William Blake
William Blake
William Blakewas an English poet, painter, and printmaker. Largely unrecognised during his lifetime, Blake is now considered a seminal figure in the history of the poetry and visual arts of the Romantic Age. His prophetic works have been said to form "what is in proportion to its merits the least read body of poetry in the English language". His visual artistry led one contemporary art critic to proclaim him "far and away the greatest artist Britain has ever produced". In...
NationalityEnglish
ProfessionPhilosopher
Date of Birth28 November 1757
Shame is pride's cloak.
Pride is a personal commitment. It is an attitude which separates excellence from mediocrity.
What is a wife and what is a harlot? What is a church and what is a theatre? are they two and not one? Can they exist separate? Are not religion and politics the same thing? Brotherhood is religion. O demonstrations of reason dividing families in cruelty and pride!
The pride of the peacock is the glory of God.
The pride of the peacock is the glory of God. The lust of the goat is the bounty of God. The wrath of the lion is the wisdom of God.
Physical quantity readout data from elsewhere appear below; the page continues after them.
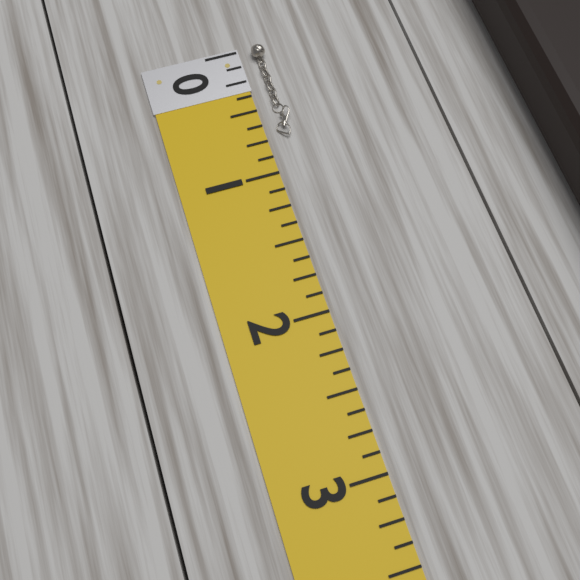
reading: 0.750 (no unit)
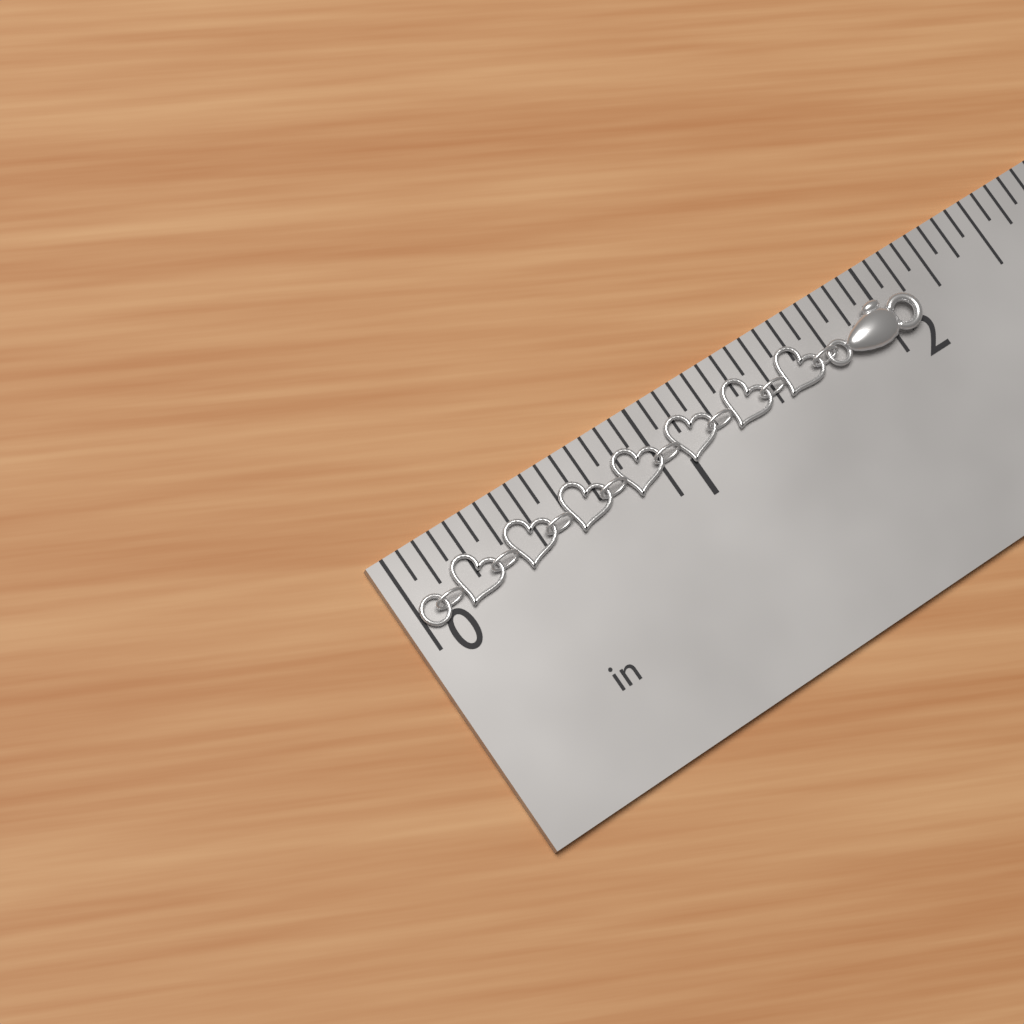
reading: 2.1250 in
The nakedness of woman is the work of God.
Where Mercy, Love, and Pity dwellThere God is dwelling too.
To open the Eternal Worlds, to open the immortal EyesOf Man inwards into the Worlds of Thought: into EternityEver expanding in the Bosom of God, the Human Imagination.
There is a smile of love,And there is a smile of deceit,And there is a smile of smilesIn which these two smiles meet.
Pity would be no more / If we did not make somebody poor; / And Mercy no more could be/ If all were as happy as we.
Piping down the valleys wild, / Piping songs of pleasant glee, / On a cloud I saw a child.
It is an easy thing to rejoice in the tents of prosperity:Thus could I sing and thus rejoice: but it is not so with me.
I thought Love lived in the hot sunshine,But O, he lives in the moony light!I thought to find Love in the heat of day,But sweet Love is the comforter of night.
Man's Desires are limited by his Perceptions; none can desire what he has not perceived.
The apple tree never asks the beech how he shall grow, nor the lion the horse, how he shall take his prey.